Books by Diana Agrest:

  • Agrest and Gandelsonas, Works Princeton Architectural Press, 1995
  • The Sex of Architecture, Ed. Agrest/Conway/Weisman, Harry N. Abrams, 1996. Winner of the AIA International Book Award.
  • Architecture from Without: Theoretical Framings for a Critical Practice, MIT Press, 1991, published in Japanese by the Kajima Institute)
  • Monuments and Places; The Photographic work of Roberto Schezen, Rizzolii, 19
  • A Romance with the City: The Work of Irwin S. Chanin, The Cooper Union, 1982.

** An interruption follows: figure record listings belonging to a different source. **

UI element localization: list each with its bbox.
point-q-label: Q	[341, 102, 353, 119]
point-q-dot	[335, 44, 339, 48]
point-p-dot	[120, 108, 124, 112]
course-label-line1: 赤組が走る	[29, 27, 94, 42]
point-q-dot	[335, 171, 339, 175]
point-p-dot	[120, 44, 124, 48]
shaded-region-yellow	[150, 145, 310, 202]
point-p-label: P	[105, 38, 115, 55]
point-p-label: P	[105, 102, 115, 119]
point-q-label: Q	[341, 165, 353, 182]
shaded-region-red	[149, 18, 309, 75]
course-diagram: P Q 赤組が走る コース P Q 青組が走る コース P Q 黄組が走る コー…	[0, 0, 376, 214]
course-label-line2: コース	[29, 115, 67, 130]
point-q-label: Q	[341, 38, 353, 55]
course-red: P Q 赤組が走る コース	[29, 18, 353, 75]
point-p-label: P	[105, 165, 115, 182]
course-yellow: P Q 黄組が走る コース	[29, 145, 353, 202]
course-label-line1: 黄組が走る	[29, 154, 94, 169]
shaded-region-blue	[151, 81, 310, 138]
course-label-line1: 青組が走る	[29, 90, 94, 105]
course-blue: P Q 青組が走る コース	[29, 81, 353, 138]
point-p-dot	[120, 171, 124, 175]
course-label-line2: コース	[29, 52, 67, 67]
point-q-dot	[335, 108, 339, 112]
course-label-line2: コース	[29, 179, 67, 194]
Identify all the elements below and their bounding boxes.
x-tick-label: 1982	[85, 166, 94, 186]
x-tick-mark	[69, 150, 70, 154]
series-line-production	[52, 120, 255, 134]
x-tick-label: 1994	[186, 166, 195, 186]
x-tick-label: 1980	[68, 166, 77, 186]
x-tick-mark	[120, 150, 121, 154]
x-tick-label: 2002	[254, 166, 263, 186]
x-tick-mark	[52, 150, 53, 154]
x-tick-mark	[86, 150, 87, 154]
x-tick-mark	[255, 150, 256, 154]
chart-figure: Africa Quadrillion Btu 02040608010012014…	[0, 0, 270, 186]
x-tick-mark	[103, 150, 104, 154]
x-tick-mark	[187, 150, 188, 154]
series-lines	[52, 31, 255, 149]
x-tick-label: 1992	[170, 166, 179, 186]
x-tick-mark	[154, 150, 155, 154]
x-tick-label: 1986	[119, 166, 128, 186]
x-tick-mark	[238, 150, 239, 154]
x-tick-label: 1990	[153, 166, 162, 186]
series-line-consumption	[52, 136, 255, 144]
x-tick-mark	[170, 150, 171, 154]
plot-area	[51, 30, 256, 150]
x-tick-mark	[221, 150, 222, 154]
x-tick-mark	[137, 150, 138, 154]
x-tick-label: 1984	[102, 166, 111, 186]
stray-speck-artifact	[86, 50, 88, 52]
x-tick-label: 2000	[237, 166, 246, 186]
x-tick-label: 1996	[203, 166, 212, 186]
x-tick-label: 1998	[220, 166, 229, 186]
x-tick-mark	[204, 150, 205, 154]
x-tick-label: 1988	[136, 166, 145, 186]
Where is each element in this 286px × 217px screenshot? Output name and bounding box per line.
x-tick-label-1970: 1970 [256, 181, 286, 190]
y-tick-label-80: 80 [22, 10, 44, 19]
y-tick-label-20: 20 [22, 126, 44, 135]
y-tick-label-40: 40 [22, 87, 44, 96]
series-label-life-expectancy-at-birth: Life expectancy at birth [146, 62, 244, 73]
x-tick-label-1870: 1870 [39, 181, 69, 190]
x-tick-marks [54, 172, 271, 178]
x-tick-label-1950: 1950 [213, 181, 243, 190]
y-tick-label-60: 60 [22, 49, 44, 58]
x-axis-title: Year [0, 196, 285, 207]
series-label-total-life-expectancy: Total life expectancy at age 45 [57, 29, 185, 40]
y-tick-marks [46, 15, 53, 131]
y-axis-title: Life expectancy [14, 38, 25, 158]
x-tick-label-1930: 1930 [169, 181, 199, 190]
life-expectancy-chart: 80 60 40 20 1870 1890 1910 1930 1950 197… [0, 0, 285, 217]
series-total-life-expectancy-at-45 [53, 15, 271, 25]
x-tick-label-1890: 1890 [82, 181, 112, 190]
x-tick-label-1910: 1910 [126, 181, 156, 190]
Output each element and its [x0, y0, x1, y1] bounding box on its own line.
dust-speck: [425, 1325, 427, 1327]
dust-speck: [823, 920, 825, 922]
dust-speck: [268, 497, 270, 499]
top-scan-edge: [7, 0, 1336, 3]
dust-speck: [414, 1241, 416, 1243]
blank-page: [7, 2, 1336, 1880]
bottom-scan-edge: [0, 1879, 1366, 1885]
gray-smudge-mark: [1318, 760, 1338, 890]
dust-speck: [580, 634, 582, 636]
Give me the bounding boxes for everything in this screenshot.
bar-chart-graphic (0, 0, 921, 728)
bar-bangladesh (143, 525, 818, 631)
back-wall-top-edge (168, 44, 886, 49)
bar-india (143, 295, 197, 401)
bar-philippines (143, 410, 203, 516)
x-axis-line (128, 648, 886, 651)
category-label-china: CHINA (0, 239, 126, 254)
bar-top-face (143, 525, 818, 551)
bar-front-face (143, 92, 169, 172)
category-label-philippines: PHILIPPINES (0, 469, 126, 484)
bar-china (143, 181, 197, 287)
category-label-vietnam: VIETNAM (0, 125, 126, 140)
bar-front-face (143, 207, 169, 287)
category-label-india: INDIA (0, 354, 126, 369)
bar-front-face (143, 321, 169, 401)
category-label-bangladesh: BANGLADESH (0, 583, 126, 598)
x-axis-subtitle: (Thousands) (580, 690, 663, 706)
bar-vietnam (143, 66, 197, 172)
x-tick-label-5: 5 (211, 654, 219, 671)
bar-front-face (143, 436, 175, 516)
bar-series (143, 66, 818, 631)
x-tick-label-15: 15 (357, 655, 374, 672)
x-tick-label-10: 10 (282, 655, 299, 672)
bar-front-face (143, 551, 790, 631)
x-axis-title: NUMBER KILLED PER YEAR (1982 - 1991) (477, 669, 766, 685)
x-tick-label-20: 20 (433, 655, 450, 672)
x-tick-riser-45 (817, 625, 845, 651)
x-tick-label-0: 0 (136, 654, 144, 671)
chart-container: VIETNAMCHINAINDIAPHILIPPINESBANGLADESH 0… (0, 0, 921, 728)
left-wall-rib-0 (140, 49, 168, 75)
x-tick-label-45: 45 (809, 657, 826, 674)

Her work and essays are featured in books and encyclopedias including:

  • Modern Archtecture A-Z, Peter Gössel, Benedikt Taschen GmbH, 2007
  • New York 2000:Architecture and Urbanism from the Bicentennial to the Millennium, Stern, Fishman, Tilove, The Monacelli Press, 2007
  • A Guide To Contemporary Architecture In America Vol 2. Toto, Tokyo, 2006
  • Informal City, Kristin Freireiss, Prestel, 2005
  • Chinese Architecture Highlights, 2005
  • Encyclopedia of Twentieth Century Architecture, Ed. Routledge, New York, 2003.
  • Encyclopedie de l’Architecture du XX Siecle, Hazan, Paris, 2003
  • Beach Houses, Roberto Schezen, Michael Webb, harperCollins, 2002
  • New York Architects, Allan Balfour, Willey and Son,2002
  • 1000 New York Buildings, Ed. Bill Harris, Jorg Brockmann, Judith Dupre, Black Dog & Leventhal Publishers, 2002.
  • World Cities New York, Alan Balfour, Academy Editions, UK, 2001
  • Architects on Architects, Ed. Susan Grey, Wiley and Sons, 2001.
  • AIA Guide to New York City, Norval White, Elliot Willensky, Three Rivers Press, 2000.-Practice, Architecture, Technique, and Representation, ed. by Stan Allen, G+B International Publishing Group, Newark, NJ, 1999.
  • American Architecture 2, Ed. P. Jodidio, Taschen 1998.
  • Dictionnaire Encyclopedie de l’ Architecture du XX Siecle, Hazan editeur, Paris, 1998
  • Oppositions Reader, Ed. K. Michael Hayes, Princeton Architectural Press, 1998.
  • Architecture Theory Since 1968, Ed. by K. Michael Hays, MIT Press, 1998.
  • Not Architecture but Evidence that it Exists: Lauretta Vinciarelli’s Watercolors, Brooke Hodge, Princeton Architectural Press, New York, 1999
  • The Architect: Redefining her Practice, Ed. Francesca Hughes, MIT Press 1996.
  • New American Houses, Ed. Mateo Vercelloni, Edizioni L’Arcivolto, 1997
  • Contemporary American Architects, Volume II, Benedikt Taschen Verlag GmbH, Spring 1996

Her firm's works as well as her own theoretical projects have been the subject of numerous essays. Both her work and writings have been widely published nationally and internationally in journals and newspapers.

Honors and Awards

Her work has received numerous awards including, Excellence in Design Awards from the New York State AIA, Excellence in Design Awards from the New York City Chapter AIA. The Masterwork Award from the Municipal Art Society for the best Building in New York City and the Society of Registered Architects NY Chapter Award of Merit. In 2008 she was advanced to Fellow of the American Institute of Architects.

She has received grants twice from the Graham Foundation in 2004 and 2009, was awarded grants twice by the New York State Council on the Arts in 2005 and 2009, and the AIA Brunner Grant in 2006 as well as twice funds from private donors for her documentary film The Making of an Avant-Garde: The Institute for Architecture and Urban Studies, 1967–84. She received the AIA International Book Award for The Sex of Architecture in 1996. She was nominated: for the Chrysler Award in 2001, 1999, 1997 and by the American Academy of Arts and Letters 1993, 1992, 1991. She has also received a Fellowship from the French Government in 1967 to study in Paris.

Exhibitions

Her work has been exhibited in museums, galleries, and universities throughout the United States and abroad including: The Museum of Contemporary Art, Los Angeles; The Walker Art Center, Minneapolis; The Dallas Museum of Contemporary Art; The Fogg Museum, Harvard; Leo Castelli Gallery, New York; Centre Pompidou, Paris; Milano Triennale; Frankfurt Architecture Museum, West Germany, San Francisco. Museum of Modern Art, The Architectural League, NY, Yale University School of Architecture Gallery, etc. She has also lectured extensively and participated and been the keynote speaker in conferences and symposiums in North, Central and South America, Europe, Asia and Australia.